Throughout, the book exposes the deadly work done by veneration, hallowing, and herding. It links the rise of empire to the death of history. It castigates humanists who ignore current pressures that make them less than they might in a role that demands their best efforts at self-making and the overcoming of narrow constraints, prejudice, and ignorance. It ties the rise of apolitical professionalism to the forms of religious quietism that power requires to convince us all that its commodities stand there as if by nature.
And the book weaves other sets of words, such as that favorite of Spitzer, “situation,”—which means conjunction and constellation in the spirit of astronomy—to troping and punning that allow the given of language and history to be remade by agents committed to the work needed both to preserve their own history and create objects that endure, even for those who must then correct or revise them. Details make up the book and their weight and consequence first cause one to stop, feeling incredibly inadequate both to the admirable voice that speaks and the responsibilities to embodies and leaves to all of us.
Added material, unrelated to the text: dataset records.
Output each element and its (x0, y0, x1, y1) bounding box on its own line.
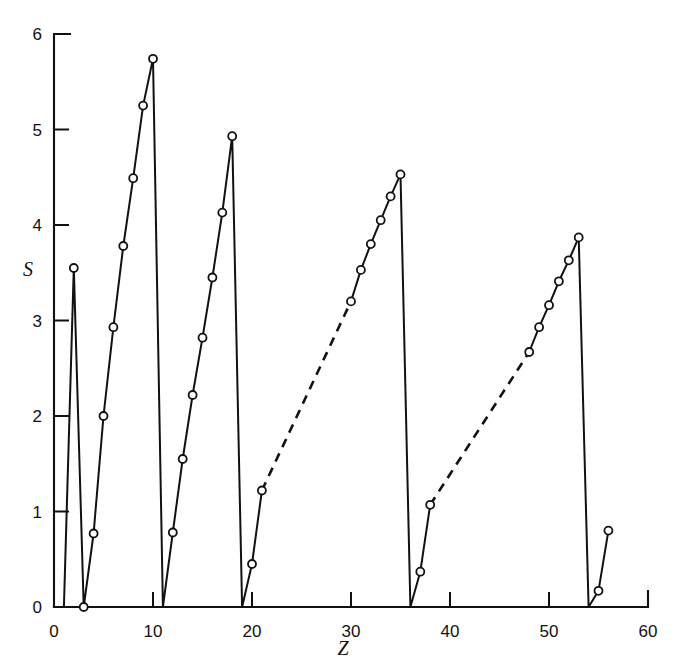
data-point-marker (70, 264, 78, 272)
data-point-marker (149, 55, 157, 63)
data-point-marker (525, 348, 533, 356)
line-chart: 0123456 0102030405060 S Z (0, 0, 681, 668)
data-point-marker (565, 256, 573, 264)
data-point-marker (397, 170, 405, 178)
data-point-marker (100, 412, 108, 420)
y-tick-label: 3 (33, 312, 42, 331)
data-point-marker (90, 530, 98, 538)
y-tick-label: 4 (33, 216, 42, 235)
data-point-marker (367, 240, 375, 248)
data-point-marker (357, 266, 365, 274)
x-axis-title: Z (337, 637, 349, 659)
data-point-marker (169, 529, 177, 537)
data-point-marker (545, 301, 553, 309)
y-tick-label: 6 (33, 25, 42, 44)
data-series-lines (64, 59, 609, 607)
data-point-marker (416, 568, 424, 576)
y-axis-ticks (54, 34, 69, 512)
x-axis-ticks (153, 592, 549, 607)
data-line-dashed (430, 352, 529, 505)
x-tick-label: 10 (144, 622, 163, 641)
data-point-marker (555, 277, 563, 285)
data-point-marker (109, 323, 117, 331)
y-tick-label: 5 (33, 121, 42, 140)
data-point-marker (426, 501, 434, 509)
y-axis-tick-labels: 0123456 (33, 25, 42, 617)
data-point-marker (377, 216, 385, 224)
data-point-marker (189, 391, 197, 399)
y-tick-label: 0 (33, 598, 42, 617)
data-point-marker (347, 297, 355, 305)
y-tick-label: 2 (33, 407, 42, 426)
data-point-marker (535, 323, 543, 331)
data-point-marker (129, 174, 137, 182)
y-axis-title: S (23, 258, 33, 280)
data-point-marker (258, 487, 266, 495)
data-point-marker (208, 274, 216, 282)
data-point-marker (80, 603, 88, 611)
x-tick-label: 50 (540, 622, 559, 641)
data-point-marker (179, 455, 187, 463)
chart-figure: 0123456 0102030405060 S Z (0, 0, 681, 668)
data-series-markers (70, 55, 613, 611)
data-line-dashed (262, 301, 351, 490)
x-tick-label: 20 (243, 622, 262, 641)
data-point-marker (199, 334, 207, 342)
y-tick-label: 1 (33, 503, 42, 522)
data-line-solid (529, 237, 608, 607)
data-point-marker (387, 192, 395, 200)
data-point-marker (228, 132, 236, 140)
x-tick-label: 60 (639, 622, 658, 641)
data-point-marker (595, 587, 603, 595)
x-axis-tick-labels: 0102030405060 (49, 622, 657, 641)
data-point-marker (604, 527, 612, 535)
data-point-marker (139, 102, 147, 110)
x-tick-label: 40 (441, 622, 460, 641)
data-point-marker (218, 209, 226, 217)
data-point-marker (248, 560, 256, 568)
data-point-marker (119, 242, 127, 250)
data-point-marker (575, 233, 583, 241)
x-tick-label: 0 (49, 622, 58, 641)
data-line-solid (351, 174, 430, 607)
But it is never Said effect to silence others unless they violently aim to censor or suppress. The aim rather is to overlay, to ruffle, to sting, to unsettle, and to trouble so that exciting and interesting things might result, so that imposed burdens can be rearranged and simplifications, those dangers to life and mind, can be set aside. The book stops a reader only long enough to realize its achievement and the burden it imposes as a generous invitation to join the collective effort to return the humanities to the relevant task of preserving the species that creates free life.

PAB said...

this from Bill Spanos re EWS' book and my few notes: resuming our conversation from China:

"Paul, I read your piece on Said, but as I expected on the basis of our discussion of humanism in Nanjing, I just didn't find it persuasive. I've also been rereding Edward's Humanism and Democratic Criticism, and have to say that Ihqven't , so far, changed my mind about the book. It is of course, very powerful as you say. But I know too much about humanism to be satisfied with a justification based on a brief reference to Vico and a not very informative account of philology both of which you refer to but with no more depth than I find in Said's. And the couple of sentences, picking up on Clifford's critique of Orientalism, dismissing Foucault for his his refusal of agency strike me as arbitrary if not gratuitous. Maybe it my book The End of Educaton: Toward Posthumanism, where I trace the genealogy of humanism back to the Romans that at fault. But I doubt it."